CIT Returns to Fairfax County!

Great news for those of us who live in Fairfax County, Virginia!
The Fairfax County Police Department just finished conducting a CIT class that was held from September 28th to October 1st and was attended by 49 officers.
In an earlier blog, I criticized the department for not including Crisis Intervention Team classes as part of the police force’s regular training program.    For those of you unfamiliar with CIT, it is a specially designed program that brings mental health professionals and law enforcement together to find ways to improve community mental health services.   
Sadly, police officers today deal with more persons with severe mental disorders than psychiatrists do. It only makes sense that the police undergo training that helps them identify someone who might be having a mental break and teaches them successful methods to deal with those persons, hopefully without force.

Police Shootings Stir Local Activist

Not long after a still unnamed Fairfax County Police officer fatally shot an unarmed motorist named David Masters last November at a traffic light in the Virginia suburbs of Washington D.C.,  I received a telephone call and letter from Nicholas Beltrante, an 82 year-old, former D.C. police officer, longtime private investigator, World War Two veteran, and frequent appointee to various criminal justice advisory boards in our area.
Beltrante had read a piece that I’d written in the Washington Post about the shooting of Masters, whose family said he had a mental illness, and Beltrante felt the Fairfax Police Department needed someone to begin looking over its shoulder.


BRIEF:
Your response should be a copy of each line in the listing below that includes the word "chart".

PROVIDED RECORDS:

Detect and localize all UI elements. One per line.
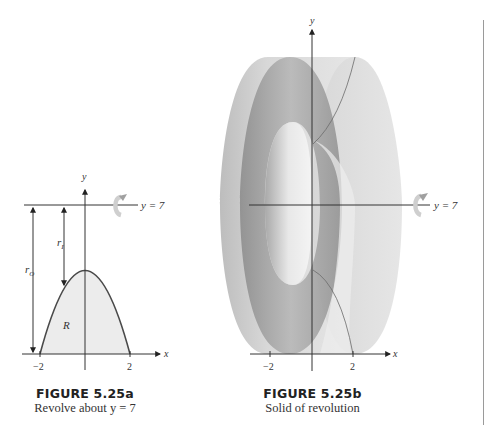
- x-axis-label: x: [163, 348, 169, 359]
- line-label: y = 7: [433, 199, 458, 211]
- figure-a-diagram: y x y = 7 −2 2 R rI rO: [22, 171, 169, 372]
- rotate-arrow-icon: [415, 193, 428, 215]
- region-label: R: [62, 319, 70, 331]
- x-axis-label: x: [392, 348, 398, 359]
- figure-b-title: FIGURE 5.25b: [255, 386, 370, 401]
- y-axis-label: y: [81, 171, 87, 182]
- tick-label-2: 2: [127, 361, 132, 372]
- figure-b-caption: Solid of revolution: [250, 401, 375, 416]
- r-inner-label: rI: [57, 236, 64, 251]
- y-axis-label: y: [309, 15, 315, 26]
- figure-b-diagram: y x y = 7 −2 2: [220, 15, 458, 372]
- figure-a-title: FIGURE 5.25a: [30, 386, 140, 401]
- figure-a-caption: Revolve about y = 7: [20, 401, 150, 416]
- page-margin-rule: [483, 20, 484, 425]
- figures-canvas: y x y = 7 −2 2 R rI rO y: [0, 0, 487, 431]
- line-label: y = 7: [140, 199, 165, 211]
- solid-inner-hole: [265, 122, 312, 285]
- tick-label-neg2: −2: [263, 361, 274, 372]
- tick-label-2: 2: [350, 361, 355, 372]
- tick-label-neg2: −2: [33, 361, 44, 372]
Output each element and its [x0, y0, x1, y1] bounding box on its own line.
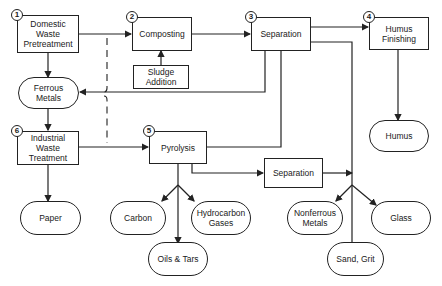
process-label: Humus Finishing [382, 24, 416, 44]
ferrous-metals-output: Ferrous Metals [18, 77, 79, 109]
paper-output: Paper [20, 201, 81, 235]
step-badge: 6 [11, 125, 23, 137]
output-label: Hydrocarbon Gases [197, 208, 246, 228]
output-label: Sand, Grit [336, 254, 374, 264]
separation-2-box: Separation [264, 158, 323, 188]
step-badge: 4 [363, 11, 375, 23]
humus-output: Humus [369, 120, 429, 152]
domestic-waste-pretreatment-box: Domestic Waste Pretreatment [17, 15, 79, 53]
process-label: Separation [260, 29, 301, 39]
step-badge: 1 [11, 9, 23, 21]
process-label: Industrial Waste Treatment [29, 133, 67, 163]
carbon-output: Carbon [110, 201, 166, 235]
output-label: Glass [390, 213, 412, 223]
industrial-waste-treatment-box: Industrial Waste Treatment [17, 131, 79, 165]
glass-output: Glass [371, 201, 431, 235]
separation-box: Separation [251, 17, 311, 51]
output-label: Humus [386, 131, 413, 141]
output-label: Ferrous Metals [34, 83, 63, 103]
step-badge: 3 [245, 11, 257, 23]
hydrocarbon-gases-output: Hydrocarbon Gases [191, 201, 251, 235]
pyrolysis-box: Pyrolysis [149, 131, 207, 164]
process-label: Composting [139, 29, 184, 39]
nonferrous-metals-output: Nonferrous Metals [287, 201, 343, 235]
sludge-addition-box: Sludge Addition [133, 65, 189, 89]
process-label: Pyrolysis [161, 143, 195, 153]
process-label: Domestic Waste Pretreatment [23, 19, 72, 49]
step-badge: 2 [126, 11, 138, 23]
humus-finishing-box: Humus Finishing [369, 17, 429, 50]
process-label: Sludge Addition [146, 67, 177, 87]
process-label: Separation [273, 168, 314, 178]
sand-grit-output: Sand, Grit [327, 242, 384, 276]
output-label: Carbon [124, 213, 152, 223]
composting-box: Composting [132, 17, 192, 51]
output-label: Nonferrous Metals [294, 208, 336, 228]
oils-tars-output: Oils & Tars [148, 242, 208, 276]
step-badge: 5 [143, 125, 155, 137]
output-label: Oils & Tars [158, 254, 199, 264]
output-label: Paper [39, 213, 62, 223]
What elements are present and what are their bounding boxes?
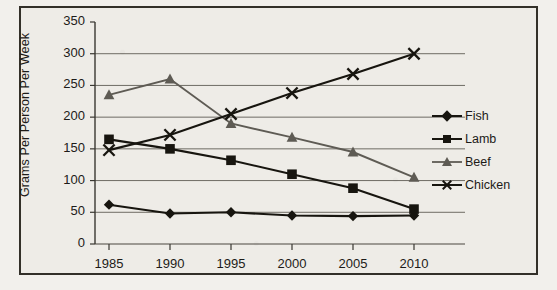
- x-tick-label: 1985: [79, 256, 139, 271]
- chart-legend: Fish Lamb Beef Chicken: [432, 104, 510, 196]
- legend-label-chicken: Chicken: [465, 178, 510, 192]
- legend-label-lamb: Lamb: [465, 132, 496, 146]
- legend-item-fish: Fish: [432, 104, 510, 127]
- y-tick-label: 200: [41, 108, 85, 123]
- legend-item-beef: Beef: [432, 150, 510, 173]
- x-tick-label: 1995: [201, 256, 261, 271]
- y-tick-label: 150: [41, 140, 85, 155]
- legend-label-fish: Fish: [465, 109, 489, 123]
- x-tick-label: 2000: [262, 256, 322, 271]
- x-tick-label: 1990: [140, 256, 200, 271]
- series-line-fish: [109, 205, 414, 216]
- y-tick-label: 300: [41, 45, 85, 60]
- series-line-beef: [109, 79, 414, 177]
- x-tick-label: 2010: [384, 256, 444, 271]
- legend-label-beef: Beef: [465, 155, 491, 169]
- series-line-chicken: [109, 54, 414, 150]
- series-line-lamb: [109, 139, 414, 209]
- lamb-marker-icon: [432, 132, 462, 146]
- y-tick-label: 100: [41, 172, 85, 187]
- legend-item-chicken: Chicken: [432, 173, 510, 196]
- y-tick-label: 50: [41, 203, 85, 218]
- chicken-marker-icon: [432, 178, 462, 192]
- legend-item-lamb: Lamb: [432, 127, 510, 150]
- y-tick-label: 350: [41, 13, 85, 28]
- y-tick-label: 0: [41, 235, 85, 250]
- fish-marker-icon: [432, 109, 462, 123]
- x-tick-label: 2005: [323, 256, 383, 271]
- beef-marker-icon: [432, 155, 462, 169]
- y-tick-label: 250: [41, 76, 85, 91]
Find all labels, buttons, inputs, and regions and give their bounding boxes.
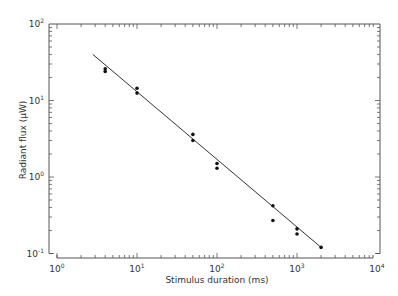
x-tick-label: 104 [369, 262, 384, 274]
x-axis-ticks [57, 24, 373, 258]
x-axis-title: Stimulus duration (ms) [165, 275, 268, 285]
y-tick-label: 100 [29, 170, 44, 182]
data-point [271, 219, 275, 223]
data-point [215, 162, 219, 166]
x-tick-label: 101 [129, 262, 144, 274]
data-point [103, 70, 107, 74]
data-point [295, 227, 299, 231]
data-point [271, 204, 275, 208]
y-axis-tick-labels: 10-1100101102 [27, 17, 45, 259]
fit-line [93, 54, 321, 247]
data-points [103, 67, 323, 249]
data-point [135, 91, 139, 95]
x-tick-label: 100 [49, 262, 64, 274]
data-point [215, 167, 219, 171]
y-tick-label: 10-1 [27, 247, 45, 259]
data-point [319, 246, 323, 250]
y-tick-label: 102 [29, 17, 44, 29]
y-axis-ticks [49, 28, 380, 254]
x-axis-tick-labels: 100101102103104 [49, 262, 384, 274]
data-point [295, 232, 299, 236]
x-tick-label: 102 [209, 262, 224, 274]
x-tick-label: 103 [289, 262, 304, 274]
data-point [191, 139, 195, 143]
y-axis-title: Radiant flux (μW) [18, 101, 28, 180]
log-log-scatter-chart: 100101102103104 10-1100101102 Stimulus d… [0, 0, 398, 296]
y-tick-label: 101 [29, 94, 44, 106]
data-point [191, 133, 195, 137]
data-point [135, 86, 139, 90]
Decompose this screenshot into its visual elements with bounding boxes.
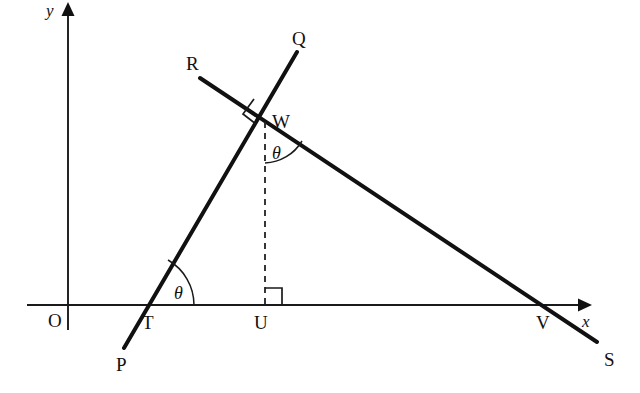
lines-group [124, 52, 597, 348]
y-axis-label: y [44, 1, 54, 20]
label-P: P [116, 354, 127, 375]
line-PQ [124, 52, 297, 348]
label-Q: Q [292, 28, 306, 49]
label-S: S [604, 349, 615, 370]
label-V: V [536, 312, 550, 333]
label-O: O [48, 310, 62, 331]
label-U: U [254, 312, 268, 333]
x-axis-label: x [581, 312, 590, 331]
label-R: R [186, 53, 199, 74]
point-labels-group: O P Q R S T U V W [48, 28, 615, 375]
line-RS [200, 78, 597, 342]
label-T: T [142, 312, 154, 333]
y-axis-arrowhead [62, 2, 75, 16]
theta-label-at-W: θ [272, 143, 281, 163]
label-W: W [272, 111, 290, 132]
geometry-diagram: O P Q R S T U V W x y θ θ [0, 0, 640, 393]
right-angle-mark-at-U [265, 288, 282, 305]
theta-label-at-T: θ [174, 283, 183, 303]
x-axis-arrowhead [578, 299, 592, 312]
diagram-canvas: O P Q R S T U V W x y θ θ [0, 0, 640, 393]
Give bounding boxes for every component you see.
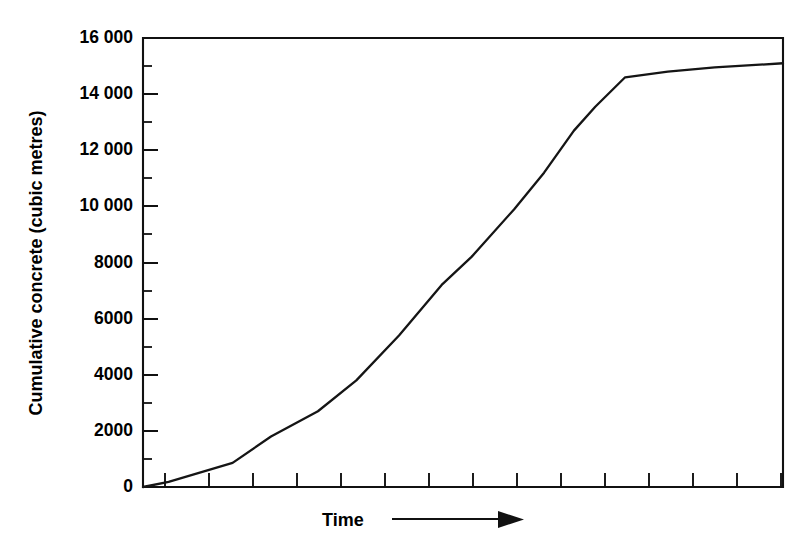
y-tick-label-16000: 16 000 bbox=[79, 27, 133, 47]
y-tick-label-0: 0 bbox=[123, 476, 133, 496]
right-arrow-icon bbox=[392, 511, 524, 528]
x-axis-ticks bbox=[165, 473, 781, 487]
y-axis-tick-labels: 16 000 14 000 12 000 10 000 8000 6000 40… bbox=[79, 27, 133, 496]
y-tick-label-12000: 12 000 bbox=[79, 139, 133, 159]
y-axis-major-ticks bbox=[143, 38, 158, 487]
y-axis-title: Cumulative concrete (cubic metres) bbox=[26, 110, 46, 415]
plot-border bbox=[143, 38, 783, 487]
y-tick-label-2000: 2000 bbox=[94, 420, 133, 440]
y-tick-label-6000: 6000 bbox=[94, 308, 133, 328]
cumulative-concrete-s-curve: 16 000 14 000 12 000 10 000 8000 6000 40… bbox=[0, 0, 809, 544]
figure-root: 16 000 14 000 12 000 10 000 8000 6000 40… bbox=[0, 0, 809, 544]
cumulative-concrete-curve bbox=[143, 63, 783, 487]
plot-frame bbox=[143, 38, 783, 487]
y-tick-label-10000: 10 000 bbox=[79, 195, 133, 215]
x-axis-title: Time bbox=[322, 510, 364, 530]
y-tick-label-4000: 4000 bbox=[94, 364, 133, 384]
y-tick-label-14000: 14 000 bbox=[79, 83, 133, 103]
y-tick-label-8000: 8000 bbox=[94, 252, 133, 272]
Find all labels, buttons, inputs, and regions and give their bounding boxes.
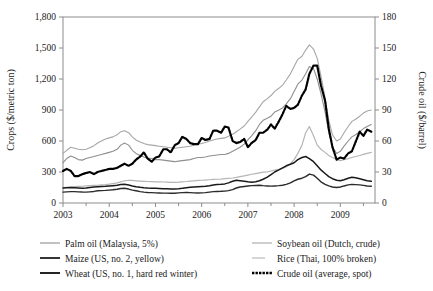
- x-axis-tick-label: 2006: [192, 210, 211, 220]
- legend-label-2: Maize (US, no. 2, yellow): [65, 254, 164, 265]
- x-axis-tick-label: 2005: [146, 210, 165, 220]
- legend-label-0: Palm oil (Malaysia, 5%): [65, 239, 158, 250]
- x-axis-tick-label: 2004: [100, 210, 119, 220]
- y-axis-tick-label: 1,500: [35, 43, 57, 53]
- commodity-price-chart: 03006009001,2001,5001,800030609012015018…: [0, 0, 433, 291]
- legend-label-1: Soybean oil (Dutch, crude): [277, 239, 380, 250]
- chart-figure: 03006009001,2001,5001,800030609012015018…: [0, 0, 433, 291]
- y2-axis-tick-label: 90: [382, 105, 392, 115]
- x-axis-tick-label: 2008: [285, 210, 304, 220]
- y2-axis-tick-label: 120: [382, 74, 397, 84]
- x-axis-tick-label: 2007: [238, 210, 257, 220]
- y2-axis-tick-label: 30: [382, 167, 392, 177]
- y-axis-title: Crops ($/metric ton): [5, 69, 17, 151]
- y2-axis-tick-label: 180: [382, 12, 397, 22]
- y-axis-tick-label: 900: [42, 105, 57, 115]
- y-axis-tick-label: 1,800: [35, 12, 57, 22]
- y2-axis-tick-label: 60: [382, 136, 392, 146]
- x-axis-tick-label: 2009: [331, 210, 350, 220]
- y-axis-tick-label: 1,200: [35, 74, 57, 84]
- legend-label-4: Wheat (US, no. 1, hard red winter): [65, 269, 197, 280]
- x-axis-tick-label: 2003: [54, 210, 73, 220]
- y-axis-tick-label: 300: [42, 167, 57, 177]
- y-axis-tick-label: 600: [42, 136, 57, 146]
- y2-axis-title: Crude oil ($/barrel): [416, 71, 428, 149]
- legend-label-5: Crude oil (average, spot): [277, 269, 371, 280]
- y2-axis-tick-label: 150: [382, 43, 397, 53]
- y2-axis-tick-label: 0: [382, 198, 387, 208]
- legend-label-3: Rice (Thai, 100% broken): [277, 254, 376, 265]
- y-axis-tick-label: 0: [51, 198, 56, 208]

ANSWER FOR THE TASK:
- chart-legend: Fish Lamb Beef Chicken: [432, 104, 510, 196]
log-log-scatter-chart: 100101102103104 10-1100101102 Stimulus d… [0, 0, 398, 296]
- commodity-price-chart: 03006009001,2001,5001,800030609012015018…: [0, 0, 433, 291]
- chart-figure: 03006009001,2001,5001,800030609012015018…: [0, 0, 433, 291]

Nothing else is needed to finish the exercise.